Jerry Summers: Judge Robert Love Taylor- No. 2

  • Monday, April 29, 2024
  • Jerry Summers
Jerry Summers
Jerry Summers

In the federal judicial history of the Easter District of Tennessee and its four divisions in Greenville, Knoxville, Winchester, and Chattanooga there has probably never been a judge who could evoke more favorable reactions from the legal community while alive and many criticisms when he was dead than the late Robert Love Taylor.

On August 8, 2023 we wrote a fairly comprehensive article in this publication styled “Judge Robert Love Taylor (1899-1987) Was Both Admired and Feared.”

In 2009 the late Tennessee Court of Appeals Judge Charles D. Susano published a collection of stories about the jurist in 220 pages by attorneys who had endured his wrath but also shared some of the humorous nature of the 5’4’’ descendant of one of the famous families in Tennessee’s history. (See “War of the Roses”- Taylor Brothers run against each other for governor in 1886 in Tennessee.)

In “The Best Stories of Bert Vincent- Sage of the Smokies” (Brazos Press- 1968) the late veteran reporter of the Knoxville Journal News Sentinel shares one of those Judge Taylor stories in a lighter vein in an example of the many unstamped whiskey (moonshine) cases that were prominent in East Tennessee until the price of sugar rose and marijuana became a cash crop that was easier to grow in the woods of East Tennessee:

“A fellow in overalls and with red dirt on his shoes was before Federal Jude Taylor pleading guilty to moonshining liquor. The judge put the usual question, as to whether he had anything to say before sentence was passed.

‘Well, your honor,’ he began, shifting from one foot to the other, ‘my wife’s goin’ to be pregnant in about two weeks…’

‘Your honor! If your honor please..!’ interrupted the defendant’s lawyer, jumping to his feet, ‘What my client means is that his wife’s to be confined in about two weeks!’

‘Well, quoth the judge, speaking slowly over his glasses, ‘in either case I think he ought to be there. Let the defendant go home and come back for sentence at next term of court.’”

(He presided over the racketeering and corruption cases involving the governors of Illinois and Maryland, the Clinton school desegregation contempt cases and the initial environmental cases involving the small snail darter species against the Tennessee Valley Authority, wherein young local attorney Hank Hill and other parties sought an injunction to stop the construction of the Tellico Dan which was ultimately decided by the United States Supreme Court.)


What you are asked to do:
Restate each of the lines below word for word and drop every picture.
Excerpted data Block Start
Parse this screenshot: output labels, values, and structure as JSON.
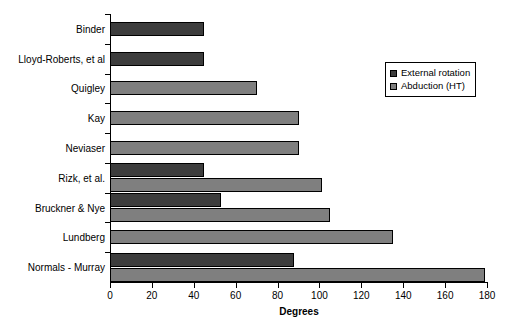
{
  "chart_data": {
    "type": "bar",
    "orientation": "horizontal",
    "title": "",
    "xlabel": "Degrees",
    "ylabel": "",
    "xlim": [
      0,
      180
    ],
    "xticks": [
      0,
      20,
      40,
      60,
      80,
      100,
      120,
      140,
      160,
      180
    ],
    "grid": false,
    "legend_position": "upper right",
    "categories": [
      "Binder",
      "Lloyd-Roberts, et al",
      "Quigley",
      "Kay",
      "Neviaser",
      "Rizk, et al.",
      "Bruckner & Nye",
      "Lundberg",
      "Normals - Murray"
    ],
    "series": [
      {
        "name": "External rotation",
        "color": "#3d3d3d",
        "values": [
          45,
          45,
          null,
          null,
          null,
          45,
          53,
          null,
          88
        ]
      },
      {
        "name": "Abduction (HT)",
        "color": "#7f7f7f",
        "values": [
          null,
          null,
          70,
          90,
          90,
          101,
          105,
          135,
          179
        ]
      }
    ]
  },
  "legend": {
    "entries": [
      {
        "label": "External rotation"
      },
      {
        "label": "Abduction (HT)"
      }
    ]
  },
  "axis": {
    "x_title": "Degrees",
    "tick_labels": [
      "0",
      "20",
      "40",
      "60",
      "80",
      "100",
      "120",
      "140",
      "160",
      "180"
    ]
  },
  "categories": [
    {
      "label": "Binder"
    },
    {
      "label": "Lloyd-Roberts, et al"
    },
    {
      "label": "Quigley"
    },
    {
      "label": "Kay"
    },
    {
      "label": "Neviaser"
    },
    {
      "label": "Rizk, et al."
    },
    {
      "label": "Bruckner & Nye"
    },
    {
      "label": "Lundberg"
    },
    {
      "label": "Normals - Murray"
    }
  ]
}
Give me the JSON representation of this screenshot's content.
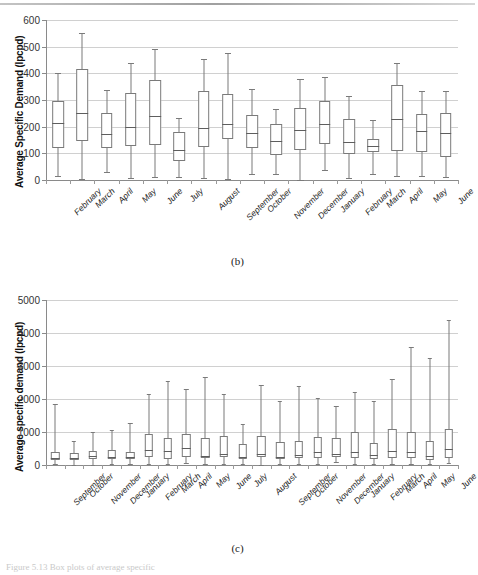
Excerpted data Block End
Answer space:
Parse this screenshot: output labels, values, and structure as JSON.
{
  "chart_data": {
    "type": "bar",
    "orientation": "horizontal",
    "title": "",
    "xlabel": "Degrees",
    "ylabel": "",
    "xlim": [
      0,
      180
    ],
    "xticks": [
      0,
      20,
      40,
      60,
      80,
      100,
      120,
      140,
      160,
      180
    ],
    "grid": false,
    "legend_position": "upper right",
    "categories": [
      "Binder",
      "Lloyd-Roberts, et al",
      "Quigley",
      "Kay",
      "Neviaser",
      "Rizk, et al.",
      "Bruckner & Nye",
      "Lundberg",
      "Normals - Murray"
    ],
    "series": [
      {
        "name": "External rotation",
        "color": "#3d3d3d",
        "values": [
          45,
          45,
          null,
          null,
          null,
          45,
          53,
          null,
          88
        ]
      },
      {
        "name": "Abduction (HT)",
        "color": "#7f7f7f",
        "values": [
          null,
          null,
          70,
          90,
          90,
          101,
          105,
          135,
          179
        ]
      }
    ]
  },
  "legend": {
    "entries": [
      {
        "label": "External rotation"
      },
      {
        "label": "Abduction (HT)"
      }
    ]
  },
  "axis": {
    "x_title": "Degrees",
    "tick_labels": [
      "0",
      "20",
      "40",
      "60",
      "80",
      "100",
      "120",
      "140",
      "160",
      "180"
    ]
  },
  "categories": [
    {
      "label": "Binder"
    },
    {
      "label": "Lloyd-Roberts, et al"
    },
    {
      "label": "Quigley"
    },
    {
      "label": "Kay"
    },
    {
      "label": "Neviaser"
    },
    {
      "label": "Rizk, et al."
    },
    {
      "label": "Bruckner & Nye"
    },
    {
      "label": "Lundberg"
    },
    {
      "label": "Normals - Murray"
    }
  ]
}
Give me the JSON representation of this screenshot's content.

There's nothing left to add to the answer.